The former President did pick up one nomination, a source within the party told the News Room. That nomination is for him to have a seat on the Central Executive Committee (CEC), the main decision-making body of the 64-year-old party.

According to the 1994 Constitution of the PNC/R, there is no time limit for a person to serve as party leader. However, a leader is chosen every two years at the party’s biennial congress.

The three contenders seeking to replace Granger as leader of the PNCR have all talked up uniting the party, a division that some party stalwarts say Granger has single-handedly engendered.

Granger had taken a step back from active politics in recent months, announcing that he was taking time off to rest. The acting leader of the PNC/R is Volda Lawrence, the party’s substantive Chairman who has also not indicated whether she will seek election to any post.

The News Room understands that she has secured nominations to be returned to the post of Chairman but her support for party leader is reservedly on Norton.

Retired Brigadier General David Granger and his supporters on Saturday celebrate his being elected the presidential candidate for People’s National Congress Reform (PNCR) after a stiff contest at a special Delegates Congress at Sophia

On Friday, Harmon said that even if Granger was nominated to be returned as Leader, he (Harmon) would continue to campaign with hopes of clinching the top spot.

Harmon said Granger was not interested in any leadership positions.

“I don’t get that sense because I don’t see any serious activity as it relates to campaigning on his part. As you know, he has been on leave for some time,” Harmon said.

Asked whether he had Granger’s support, Harmon told the press: “Mr. Granger has not come out to say anything. Mr.
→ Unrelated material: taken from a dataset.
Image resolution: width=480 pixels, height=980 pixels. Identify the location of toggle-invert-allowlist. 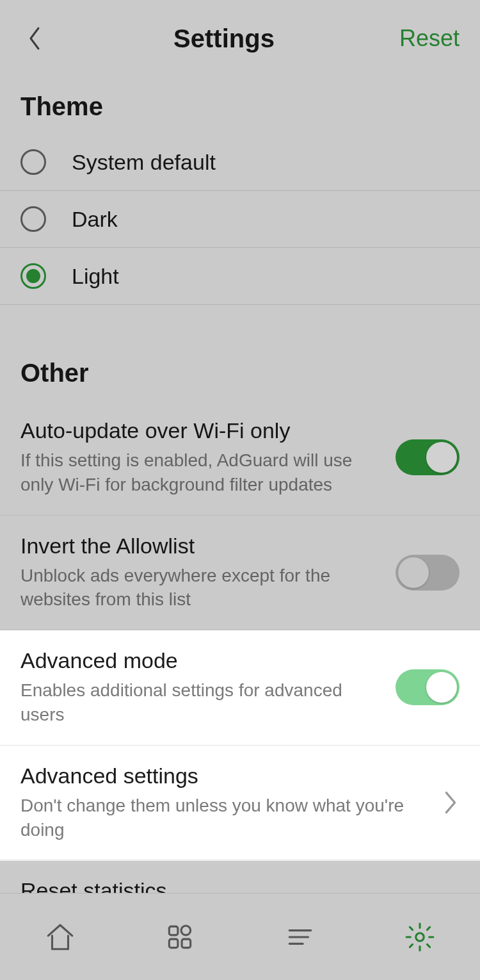
(428, 573).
Granger never comes out to say ‘I support this or I support that’. He is the leader of the party and he holds himself there.”

Norton, who has reportedly secured the most nominations for party leader, had said that “when” he becomes the next leader of the party he will seek to avoid the mistakes of Granger.

He promised that there will be no sidelining of the former President but he sees a place in the party for Granger and other surviving former party leaders.

“He is mature in age and if I’m elected leader, there will be an elders’ council and I don’t see why he shouldn’t be there,” Norton noted during a frank exchange with Opposition Parliamentarian Sherod Duncan.

David Granger was sworn in as President of Guyana on the balcony of Parliament Building in the presence of a large, jubilant crowd.

Granger, 76, served as the ninth President of Guyana from May 2015 to August 2020.

In the May 2015 general election, the APNU+AFC coalition secured the majority of votes and Granger was sworn in as President but he lost a vote of no- confidence in December 2018 in the National Assembly.

General and Regional elections were held in March 2020 where Granger and his party tried to claim victory on manipulated numbers. He later claimed the elections were tainted by fraud and should be canceled.

Ultimately, a national recount of votes indicated a win for the opposing People’s Progressive Party/Civic.

Granger is regarded as the third Guyanese President to attempt to win an election by rigging, the previous being Forbes Burnham and Desmond Hoyte, both from Granger’s PNC party.

The former President has been up against a bombardment of criticism since his defeat at the March 2020 elections. In July, Granger conceded that there was growing disapproval of his leadership in the PNC/R when his 76th birthday celebrations were overshadowed by criticisms of his leadership style.

Granger’s leadership has been described as, among other things, dictatorial.